• 1 Post
  • 141 Comments
Joined 4 years ago
cake
Cake day: December 30th, 2021

help-circle




  • Look, if you want to argue with me that the US healthcare system is broken, you’ll get no argument from me.

    The US government spends more public money per person than Canada, and yet most people in the United States need to pay for entirely Private health insurance. It’s a fantastic example of the brokenness of the US system. For the amount of money being fought for in the US healthcare system, there should be one of the world’s best single-payer options.

    And you can’t even get partisan on it because the current system was put into place by supermajority democrats. Most people forget that.

    But that’s the problem. When you’re dealing with a corrupt government, it doesn’t really matter what nice ideas are on the table. They take your money or the money from your great-grandkids, and they hand it to their buddies, you ain’t in the club.

    And that goes for healthcare, that goes for green energy, it goes for whatever you’ve got.

    All you’re seeing here is a changing of the guard where money stops being sent to one set of rich people who probably could have afforded to do something on their own so that it can be sent to another set of rich people who probably could have afforded to do something on their own.








  • I feel like a lot of people don’t understand that you can’t consume your way to using less.

    #1 is “reduce” because if you just use less, then you don’t need to mine anything more, or farm anything more, or build anything more. Ideally, if you care about the environment that’s the most direct way to improve things.

    That isn’t to say that we don’t need to build out greener infrastructure. What it does mean is that anytime that we are doing industrial scale manufacturing like this, we have to be very careful because it’s going to inherently damage the environment, and if you’re going to do that you need to do the math to figure out if you’re doing something that’s net good.

    I think a lot of people aren’t there yet, they just assume that you do the thing that’s good and you’re doing good without regard for the cost.


  • I can actually see this for most solar panels. A few of them are going to fail catastrophically, but if it’s a giant piece of silicon, of course it’s basically going to be fine.

    I’m responsible for a device that is installed in 1996, and people have said that I should replace the solar panel but I don’t see why I would – it’s been producing a small amount of power non-stop for every summer, why would I want to replace something that is doing exactly what I needed to? You’re just producing waste that is still fully functional. As a society we do that way too much as it is.







  • China still burns more coal every year than every single other country on earth put together.

    This matters a lot, because it doesn’t matter that you’re “using electricity” if it’s coming from a big ol’ coal pollution factory.

    In some ways, it’s preferable to directly use the coal in some applications – changing from chemical energy to thermal to movement to electricity back to thermal energy can be less efficient than just changing the chemical energy to thermal energy and using that directly.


Search the records for the string "Accessories" and copy every line where it turns up.

==== Records supplied ====

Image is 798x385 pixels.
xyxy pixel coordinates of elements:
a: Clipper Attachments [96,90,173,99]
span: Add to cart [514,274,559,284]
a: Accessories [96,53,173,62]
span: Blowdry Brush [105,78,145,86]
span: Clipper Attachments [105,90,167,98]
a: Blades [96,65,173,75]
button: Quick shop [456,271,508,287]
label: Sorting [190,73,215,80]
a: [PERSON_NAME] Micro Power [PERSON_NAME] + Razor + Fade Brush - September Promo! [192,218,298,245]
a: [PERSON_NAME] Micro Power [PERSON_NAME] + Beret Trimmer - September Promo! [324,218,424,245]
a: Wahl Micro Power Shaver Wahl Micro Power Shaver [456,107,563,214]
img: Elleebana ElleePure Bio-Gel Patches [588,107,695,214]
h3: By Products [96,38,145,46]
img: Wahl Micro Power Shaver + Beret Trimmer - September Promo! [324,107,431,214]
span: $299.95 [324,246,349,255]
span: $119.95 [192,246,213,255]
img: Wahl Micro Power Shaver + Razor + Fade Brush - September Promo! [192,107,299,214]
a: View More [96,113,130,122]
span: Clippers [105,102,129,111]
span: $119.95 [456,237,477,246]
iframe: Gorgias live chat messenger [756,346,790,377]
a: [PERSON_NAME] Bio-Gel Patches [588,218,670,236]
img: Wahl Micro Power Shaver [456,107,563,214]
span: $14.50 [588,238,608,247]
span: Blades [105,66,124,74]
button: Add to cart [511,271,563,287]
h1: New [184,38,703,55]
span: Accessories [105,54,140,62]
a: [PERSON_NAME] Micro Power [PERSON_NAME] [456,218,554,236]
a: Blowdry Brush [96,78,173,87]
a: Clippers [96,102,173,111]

====

▶ [Answer below]:
a: Accessories [96,53,173,62]
span: Accessories [105,54,140,62]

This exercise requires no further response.